Someone in one of my (many) Facebook groups asked the question of whether there is ever a just reason to adopt. Honestly, I don’t know anymore. There is nothing pure in this world, so a purely just reason to have a child in any way, much less through adoption, is hard to quantify.
Some in the anti-adoption movement view adoption as the “unnecessary tearing apart of families to meet a demand for their children.” One group maintains that “obtaining kids by ANY means (outside of traditional pregnancy) – adoption, surrogacy, purchased anonymous eggs and sperm are all considered ‘choices’ or even rights with no regard for rights of the children being produced or purchased.”
The movement is dominated by adoptees, birth parents, and adoptive parents who have had profoundly negative experiences with adoption. For many in these groups the only valid family is one linked by DNA. Incidents like the series of failures that led to the murder of the six Hart children amplify the rhetoric and underline the fissures in the system.
The fact is that adoption comes from things somewhere, somehow, going very, very wrong. Adoption starts with trauma.
People don’t get pregnant with the intent of placing their children just as adoption is rarely the first choice for those seeking to expand their families. Anyone, particularly any woman, contemplating adoption is in a vulnerable position. The fact is that if the U.S. had a stronger social safety net our Lil Bit would not be with us.
Her other mom placed her in an act of love and desperation. In any other developed country in the world it is unlikely she ever would have been put in that position. This is why when well-meaning people say that this is God’s will I cringe. I don’t believe in a God that would force this woman to endure unimaginable suffering just so that I may expand my family.
You cannot separate domestic adoption, especially transracial adoption, in the U.S. from the reality of life in the U.S. The rampant inequity, the systemic racism, the hypocrisy of too many who claim to be Christian. Vulnerable people should have more protections in place. The system needs to be changed. That takes time and is not going to help those trapped in it right now. Given the realities we all live with now, I cannot assume people in the position are incapable of making valid and logical decisions. Is it a just decision? Gods, I cannot judge that.
I am not an adoptee. My family is huge, sprawling, complex, bound by blood and by law and by love, but not always all at once. My husband is an adoptee. His family is huge, sprawling, complex, bound by blood and by law and by love, but not always all at once. Our child is an adoptee. She has a family that is huge, sprawling, complex, bound by blood and by law and by love, but not always all at once. That’s all the justice I can offer.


# Assignment
Below are records; copy every line among them that contains the word "xlabel".
# # # # #
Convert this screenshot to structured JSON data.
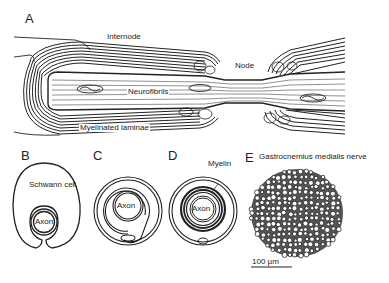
{
  "figure": {
    "panels": {
      "A": {
        "letter": "A",
        "labels": {
          "internode": "Internode",
          "node": "Node",
          "neurofibrils": "Neurofibrils",
          "myelinated_laminae": "Myelinated laminae"
        }
      },
      "B": {
        "letter": "B",
        "labels": {
          "schwann_cell": "Schwann cell",
          "axon": "Axon"
        }
      },
      "C": {
        "letter": "C",
        "labels": {
          "axon": "Axon"
        }
      },
      "D": {
        "letter": "D",
        "labels": {
          "myelin": "Myelin",
          "axon": "Axon"
        }
      },
      "E": {
        "letter": "E",
        "labels": {
          "title": "Gastrocnemius medialis nerve",
          "scale_bar": "100 µm"
        }
      }
    },
    "colors": {
      "ink": "#222222",
      "background": "#ffffff"
    }
  }
}
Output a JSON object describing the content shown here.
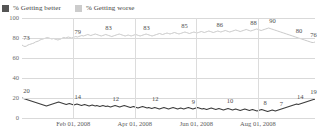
{
  "legend": {
    "position": "top-left",
    "items": [
      {
        "label": "% Getting better",
        "color": "#555555",
        "swatch_name": "legend-swatch-better"
      },
      {
        "label": "% Getting worse",
        "color": "#cccccc",
        "swatch_name": "legend-swatch-worse"
      }
    ]
  },
  "chart_data": {
    "type": "line",
    "title": "",
    "subtitle": "",
    "xlabel": "",
    "ylabel": "",
    "ylim": [
      0,
      100
    ],
    "yticks": [
      0,
      20,
      40,
      60,
      80,
      100
    ],
    "ytick_labels": [
      "0",
      "20",
      "40",
      "60",
      "80",
      "100"
    ],
    "grid": true,
    "xtick_labels": [
      "Feb 01, 2008",
      "Apr 01, 2008",
      "Jun 01, 2008",
      "Aug 01, 2008"
    ],
    "xtick_positions_pct": [
      17.5,
      38.5,
      59.5,
      80.5
    ],
    "legend_position": "top-left",
    "series": [
      {
        "name": "% Getting worse",
        "color": "#c9c9c9",
        "annotations": [
          {
            "value": 73,
            "label": "73",
            "x_pct": 1.5
          },
          {
            "value": 79,
            "label": "79",
            "x_pct": 19.0
          },
          {
            "value": 83,
            "label": "83",
            "x_pct": 29.5
          },
          {
            "value": 83,
            "label": "83",
            "x_pct": 42.5
          },
          {
            "value": 85,
            "label": "85",
            "x_pct": 55.5
          },
          {
            "value": 86,
            "label": "86",
            "x_pct": 67.5
          },
          {
            "value": 88,
            "label": "88",
            "x_pct": 79.0
          },
          {
            "value": 90,
            "label": "90",
            "x_pct": 85.5
          },
          {
            "value": 80,
            "label": "80",
            "x_pct": 94.5
          },
          {
            "value": 76,
            "label": "76",
            "x_pct": 99.5
          }
        ],
        "values": [
          73,
          72,
          71.5,
          72,
          73,
          73.5,
          74,
          74.5,
          75,
          76,
          76.5,
          77,
          78,
          78.5,
          79,
          79.5,
          80,
          80.5,
          80,
          79.5,
          79,
          79.5,
          79,
          78.5,
          78,
          78.5,
          79,
          80,
          80.5,
          80,
          80.5,
          81,
          80.5,
          80,
          80.5,
          81,
          81.5,
          81,
          81.5,
          82,
          82.5,
          82,
          82.5,
          83,
          83.5,
          83,
          82.5,
          83,
          83.5,
          84,
          83.5,
          83,
          82.5,
          82,
          82.5,
          83,
          83.5,
          83,
          82.5,
          82,
          81.5,
          82,
          82.5,
          83,
          83.5,
          84,
          83.5,
          83,
          82.5,
          82,
          82.5,
          83,
          82.5,
          82,
          82.5,
          83,
          83.5,
          83,
          82.5,
          82,
          82.5,
          83,
          83.5,
          84,
          83.5,
          83,
          82.5,
          82,
          82.5,
          83,
          83.5,
          84,
          84.5,
          84,
          83.5,
          84,
          84.5,
          85,
          84.5,
          84,
          84.5,
          85,
          85.5,
          85,
          84.5,
          84,
          84.5,
          85,
          85.5,
          86,
          85.5,
          85,
          84.5,
          85,
          85.5,
          86,
          85.5,
          85,
          85.5,
          86,
          86.5,
          86,
          85.5,
          86,
          86.5,
          87,
          86.5,
          86,
          85.5,
          86,
          86.5,
          87,
          86.5,
          86,
          86.5,
          87,
          87.5,
          87,
          86.5,
          86,
          86.5,
          87,
          87.5,
          88,
          87.5,
          87,
          86.5,
          87,
          87.5,
          88,
          88.5,
          88,
          87.5,
          87,
          87.5,
          88,
          88.5,
          89,
          88.5,
          88,
          87.5,
          88,
          88.5,
          89,
          89.5,
          90,
          89.5,
          89,
          88.5,
          88,
          87.5,
          87,
          86.5,
          86,
          85.5,
          85,
          84.5,
          84,
          83.5,
          83,
          82.5,
          82,
          81.5,
          81,
          80.5,
          80,
          79.5,
          79,
          78.5,
          78,
          77.5,
          77,
          76.5,
          76,
          75.5,
          75.5,
          76
        ]
      },
      {
        "name": "% Getting better",
        "color": "#3d3d3d",
        "annotations": [
          {
            "value": 20,
            "label": "20",
            "x_pct": 1.5
          },
          {
            "value": 14,
            "label": "14",
            "x_pct": 19.0
          },
          {
            "value": 12,
            "label": "12",
            "x_pct": 32.0
          },
          {
            "value": 12,
            "label": "12",
            "x_pct": 45.5
          },
          {
            "value": 9,
            "label": "9",
            "x_pct": 58.5
          },
          {
            "value": 10,
            "label": "10",
            "x_pct": 71.0
          },
          {
            "value": 8,
            "label": "8",
            "x_pct": 83.0
          },
          {
            "value": 7,
            "label": "7",
            "x_pct": 88.5
          },
          {
            "value": 14,
            "label": "14",
            "x_pct": 95.0
          },
          {
            "value": 19,
            "label": "19",
            "x_pct": 99.5
          }
        ],
        "values": [
          20,
          19.5,
          19,
          18.5,
          18,
          17.5,
          17,
          16.5,
          16,
          15.5,
          15,
          14.5,
          14,
          13.5,
          13,
          12.5,
          12,
          12.5,
          13,
          13.5,
          14,
          14.5,
          15,
          15.5,
          16,
          15.5,
          15,
          14.5,
          14,
          13.5,
          14,
          14.5,
          14,
          13.5,
          13,
          13.5,
          14,
          13.5,
          13,
          12.5,
          13,
          13.5,
          13,
          12.5,
          12,
          12.5,
          13,
          12.5,
          12,
          12.5,
          12,
          11.5,
          12,
          12.5,
          12,
          11.5,
          12,
          11.5,
          11,
          11.5,
          12,
          12.5,
          12,
          11.5,
          11,
          11.5,
          12,
          12.5,
          12,
          11.5,
          11,
          10.5,
          11,
          11.5,
          11,
          10.5,
          10,
          10.5,
          11,
          11.5,
          11,
          10.5,
          10,
          10.5,
          10,
          9.5,
          10,
          10.5,
          10,
          9.5,
          9,
          9.5,
          10,
          10.5,
          10,
          9.5,
          9,
          9.5,
          10,
          10.5,
          10,
          9.5,
          9,
          9.5,
          10,
          9.5,
          9,
          9.5,
          10,
          10.5,
          10,
          9.5,
          9,
          9.5,
          10,
          10.5,
          10,
          9.5,
          9,
          9.5,
          9,
          8.5,
          9,
          9.5,
          10,
          9.5,
          9,
          8.5,
          9,
          9.5,
          9,
          8.5,
          8,
          8.5,
          9,
          9.5,
          9,
          8.5,
          8,
          8.5,
          9,
          8.5,
          8,
          7.5,
          8,
          8.5,
          9,
          8.5,
          8,
          7.5,
          8,
          8.5,
          8,
          7.5,
          7,
          7.5,
          8,
          8.5,
          8,
          7.5,
          7,
          6.5,
          7,
          7.5,
          8,
          7.5,
          7,
          7.5,
          8,
          8.5,
          9,
          9.5,
          10,
          10.5,
          11,
          11.5,
          12,
          12.5,
          13,
          13.5,
          14,
          13.5,
          14,
          14.5,
          15,
          15.5,
          16,
          16.5,
          17,
          17.5,
          18,
          18.5,
          19
        ]
      }
    ]
  }
}
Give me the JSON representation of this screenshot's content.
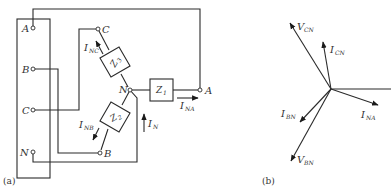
{
  "figure": {
    "panel_a": {
      "caption": "(a)",
      "source_terminals": [
        {
          "label": "A"
        },
        {
          "label": "B"
        },
        {
          "label": "C"
        },
        {
          "label": "N"
        }
      ],
      "load_terminals": {
        "C": "C",
        "B": "B",
        "A": "A",
        "N": "N"
      },
      "impedances": {
        "z1": {
          "main": "Z",
          "sub": "1"
        },
        "z2": {
          "main": "Z",
          "sub": "2"
        },
        "z3": {
          "main": "Z",
          "sub": "3"
        }
      },
      "currents": {
        "i_nc": {
          "main": "I",
          "sub": "NC"
        },
        "i_nb": {
          "main": "I",
          "sub": "NB"
        },
        "i_na": {
          "main": "I",
          "sub": "NA"
        },
        "i_n": {
          "main": "I",
          "sub": "N"
        }
      }
    },
    "panel_b": {
      "caption": "(b)",
      "phasors": {
        "v_cn": {
          "main": "V",
          "sub": "CN"
        },
        "i_cn": {
          "main": "I",
          "sub": "CN"
        },
        "i_na": {
          "main": "I",
          "sub": "NA"
        },
        "i_bn": {
          "main": "I",
          "sub": "BN"
        },
        "v_bn": {
          "main": "V",
          "sub": "BN"
        }
      }
    }
  }
}
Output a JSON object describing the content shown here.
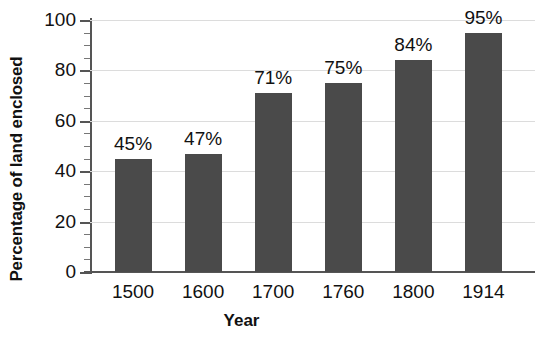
{
  "chart_data": {
    "type": "bar",
    "title": "",
    "xlabel": "Year",
    "ylabel": "Percentage of land enclosed",
    "categories": [
      "1500",
      "1600",
      "1700",
      "1760",
      "1800",
      "1914"
    ],
    "values": [
      45,
      47,
      71,
      75,
      84,
      95
    ],
    "data_labels": [
      "45%",
      "47%",
      "71%",
      "75%",
      "84%",
      "95%"
    ],
    "ylim": [
      0,
      100
    ],
    "ytick_labels": [
      "0",
      "20",
      "40",
      "60",
      "80",
      "100"
    ],
    "ytick_values": [
      0,
      20,
      40,
      60,
      80,
      100
    ],
    "minor_tick_step": 5,
    "grid": true,
    "legend": false,
    "colors": {
      "bar": "#4a4a4a",
      "gridline": "#dcdcdc",
      "axis": "#555555",
      "text": "#111111",
      "background": "#ffffff"
    }
  }
}
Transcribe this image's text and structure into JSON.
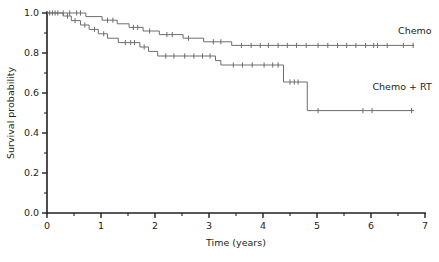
{
  "chart_data": {
    "type": "line",
    "title": "",
    "subtitle": "",
    "xlabel": "Time (years)",
    "ylabel": "Survival probability",
    "xlim": [
      0,
      7
    ],
    "ylim": [
      0,
      1.0
    ],
    "xticks": [
      0,
      1,
      2,
      3,
      4,
      5,
      6,
      7
    ],
    "xtick_labels": [
      "0",
      "1",
      "2",
      "3",
      "4",
      "5",
      "6",
      "7"
    ],
    "xminor_ticks": [
      0.5,
      1.5,
      2.5,
      3.5,
      4.5,
      5.5,
      6.5
    ],
    "yticks": [
      0.0,
      0.2,
      0.4,
      0.6,
      0.8,
      1.0
    ],
    "ytick_labels": [
      "0.0",
      "0.2",
      "0.4",
      "0.6",
      "0.8",
      "1.0"
    ],
    "yminor_ticks": [
      0.1,
      0.3,
      0.5,
      0.7,
      0.9
    ],
    "grid": false,
    "legend_position": "inline-right",
    "line_color": "#6e6e6e",
    "axis_color": "#231f20",
    "series": [
      {
        "name": "Chemo",
        "label": "Chemo",
        "label_x": 6.05,
        "label_y": 0.895,
        "steps": [
          [
            0.0,
            1.0
          ],
          [
            0.72,
            0.982
          ],
          [
            1.02,
            0.964
          ],
          [
            1.3,
            0.946
          ],
          [
            1.52,
            0.928
          ],
          [
            1.78,
            0.91
          ],
          [
            2.08,
            0.892
          ],
          [
            2.52,
            0.874
          ],
          [
            2.9,
            0.856
          ],
          [
            3.42,
            0.838
          ],
          [
            6.8,
            0.838
          ]
        ],
        "censor_times": [
          0.1,
          0.2,
          0.3,
          0.42,
          0.55,
          0.62,
          1.12,
          1.22,
          1.6,
          1.68,
          1.9,
          2.22,
          2.32,
          2.62,
          3.08,
          3.22,
          3.6,
          3.78,
          3.95,
          4.1,
          4.28,
          4.45,
          4.62,
          4.8,
          5.02,
          5.2,
          5.38,
          5.55,
          5.72,
          5.9,
          6.05,
          6.12,
          6.3,
          6.6,
          6.78
        ]
      },
      {
        "name": "Chemo + RT",
        "label": "Chemo + RT",
        "label_x": 6.05,
        "label_y": 0.615,
        "steps": [
          [
            0.0,
            1.0
          ],
          [
            0.3,
            0.985
          ],
          [
            0.45,
            0.962
          ],
          [
            0.62,
            0.94
          ],
          [
            0.78,
            0.918
          ],
          [
            0.95,
            0.896
          ],
          [
            1.12,
            0.874
          ],
          [
            1.32,
            0.852
          ],
          [
            1.72,
            0.83
          ],
          [
            1.88,
            0.808
          ],
          [
            2.05,
            0.785
          ],
          [
            3.12,
            0.762
          ],
          [
            3.22,
            0.74
          ],
          [
            4.38,
            0.655
          ],
          [
            4.82,
            0.512
          ],
          [
            6.8,
            0.512
          ]
        ],
        "censor_times": [
          0.05,
          0.15,
          0.38,
          0.52,
          0.7,
          0.88,
          1.05,
          1.45,
          1.55,
          1.62,
          1.8,
          2.2,
          2.35,
          2.55,
          2.72,
          2.88,
          3.02,
          3.45,
          3.62,
          3.8,
          4.02,
          4.18,
          4.28,
          4.5,
          4.58,
          4.65,
          5.02,
          5.85,
          6.02,
          6.75
        ]
      }
    ]
  }
}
# # # # #
# Result of the exercise
    "xlabel": "",
    "xlabel": "Year",
    "xlabel": "Time (years)",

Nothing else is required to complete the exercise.